Showing posts with label Maven. Show all posts
Showing posts with label Maven. Show all posts

Friday, October 21, 2011

Configuring Maven to Use a Local Library Folder

The official "Maven Way" of dependency management is to use Maven Central and local repository specified in the settings.xml file (which usually points to $HOME/.m2/repository. While it works great for projects that rely on a large number of open source libraries and satisfies 95% of dependency management needs in those projects, there is that 5% of the time when a jar is not sourced from a Maven project. One example is a jar using JNI so is only available for certain OS platforms. How do we integrate this jar into Maven dependency management? If you search the web for hints, you may be led to believe that you either have to bend to the Maven Way or to use the systemPath. But the Maven Way will force you to maintain a local repository for a trival library. The systemPath on the other hand does not work naturally with packaging. Developers will most likely ask "Can I check in this library to my (your_favorite_VCS) with my project and still have Maven use it in a way just like any other dependency?" The answer is YES. Just follow the steps below:

1. Create a directory under your project, say "lib".

2. Use Maven to install your jar to the lib directory.
mvn install:install-file -Dfile=path_to_mylib.jar -DgroupId=com.mylib -DartifactId=mylib -Dversion=1.0 -Dpackaging=jar -DlocalRepositoryPath=path_to_my_project/lib

3. Setup your POM like this.
  <repositories>
     <repository>
         <!-- DO NOT set id to "local" because it is reserved by Maven -->
         <id>lib</id>
         <url>file://${project.basedir}/lib</url>
     </repository>
  </repositories>
  <dependencies>
    <dependency>
        <groupId>com.mylib</groupId>
        <artifactId>mylib</artifactId>
        <version>1.0</version>
    </dependency>
  </dependencies>


Now you can check in/out mylib.jar just like any other file in your project and Maven will manage the dependency on mylib.jar just like any other dependency artifact. Perfect harmony. :-)

Tuesday, July 26, 2011

Taking Control of Maven Multi-Module Project

Maven has come a long way in supporting an assembly line style of software development. It is common for a non-trivial project to have multiple inter-dependent modules, external system dependencies and geographically distributed teams. This blog provides a few tips on some standard Maven tools to help developers tackle this complexity.

Building Single Module in a Multi-Module Project

When multiple teams work on a large multi-module project, it is often desirable to build just one module instead of the world. But Maven doesn’t make this obvious. For example, if the sub-module-A depends on the sub-module-B, building sub-module A was not even possible in 2009 without “mvn install” sub-module-B in the repository first! Fortunately, Maven has evolved. This is where the advanced reactor options come in. To build a single module, run this command at the parent level:

mvn –projects sub-module-A –also-make clean test
The “—also-make” option tells Maven to automatically build all modules that sub-module-A depends on before building A. No “mvn install” of dependent modules is needed. This ensures a clean build for single-module building.

Build Profile
Developers often want to set up repository locations and test environments in physical proximity because of cost and regulation differences between geographical regions. Build profiles allow developers to tailor their projects to diverse build environments without interfering with each other.

Command-Line Settings.xml
Secure environments often require access credentials. For security reasons, Maven requires these credentials to be stored in settings.xml. This often causes more problems than it solves. One workaround is to store different versions of settings.xml files along with the project files in the source repository. Then when a project is checked out, the “-s” command line option can be used to specify which settings.xml file to use for running Maven.

mvn –s ${CHECKOUT_DIR}/setting/settings.xml clean test

Wednesday, July 13, 2011

Maven Failsafe Plugin Gotcha

I should have known this but it didn't occur to me when integration tests in a Maven project suddently stopped running any test at all. It turned out that the Maven Failsafe Plugin did not have a notion of "compiling test classes" on its own. It is normally not a problem when the plugin is used in a lifecyle. But it falls apart when the failsafe:integration-test goal is executed independently like this:

mvn clean failsafe:integration-test

In this case, the plugin will not run any integration test because not a single class is compiled after clean. The plugin depends on class file naming conventions (such as IT*.class) to run tests. No class file, no test.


» What this task involves:
Set down exactly the lines in the records below that run from the line with "You are a GUI" to the line with "The height and", inclusive, and nothing more.

Saved data entries

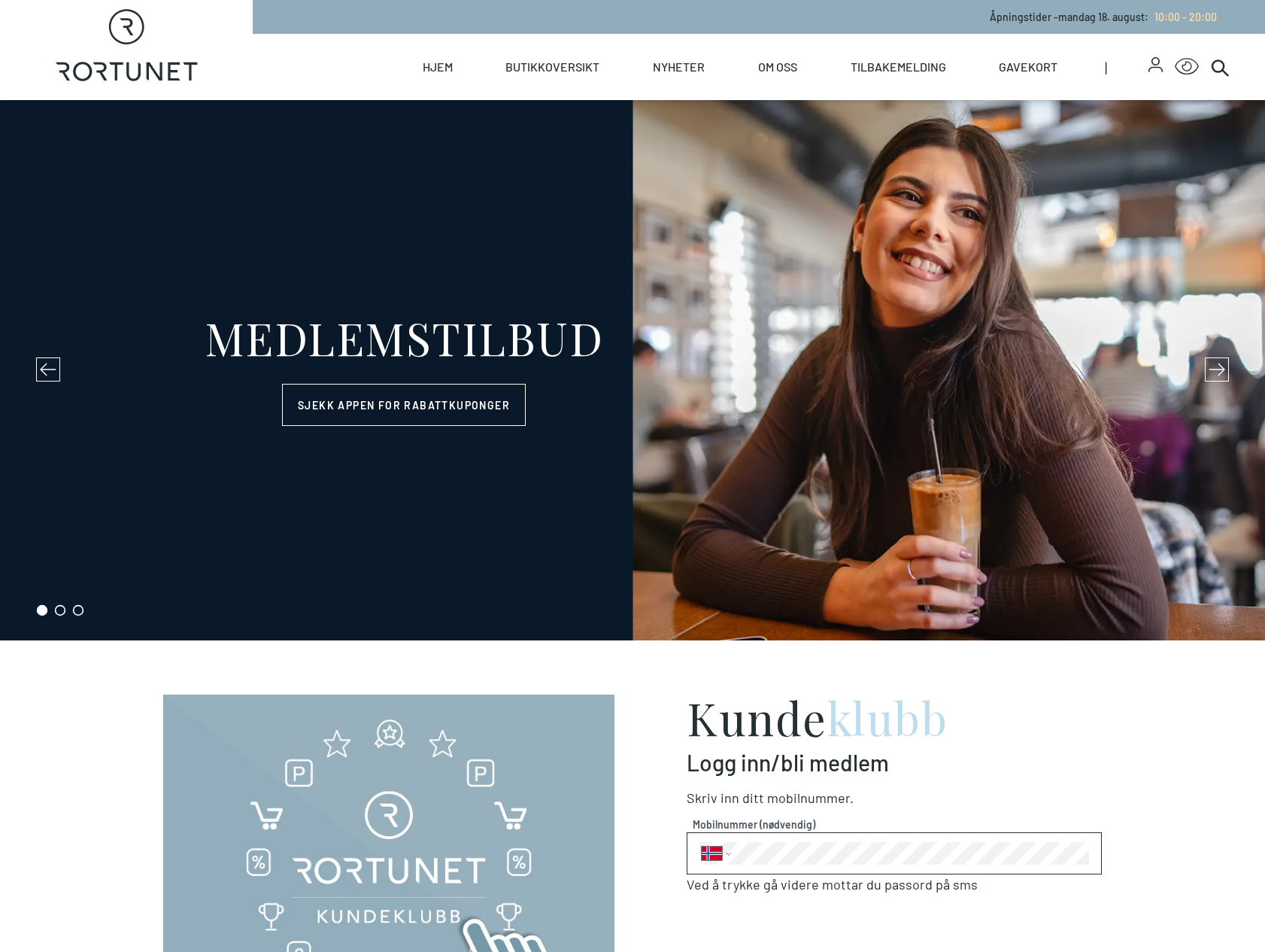  I want to click on button: Open Accessibility Menu, so click(1187, 67).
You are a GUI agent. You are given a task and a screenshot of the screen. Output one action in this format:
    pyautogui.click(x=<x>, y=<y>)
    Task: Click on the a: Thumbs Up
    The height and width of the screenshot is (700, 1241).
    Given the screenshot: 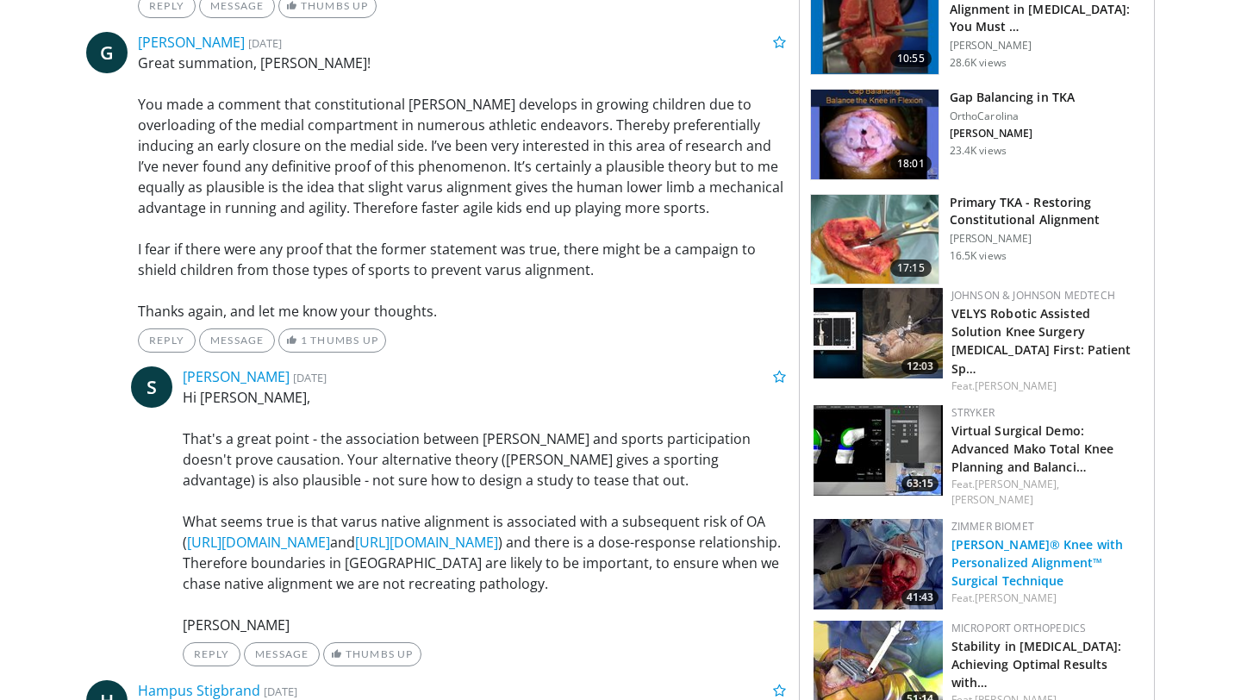 What is the action you would take?
    pyautogui.click(x=372, y=654)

» Answer for the task:
You are a GUI agent. You are given a task and a screenshot of the screen. Output one action in this format:
    pyautogui.click(x=<x>, y=<y>)
    Task: Click on the a: Thumbs Up
    The height and width of the screenshot is (700, 1241).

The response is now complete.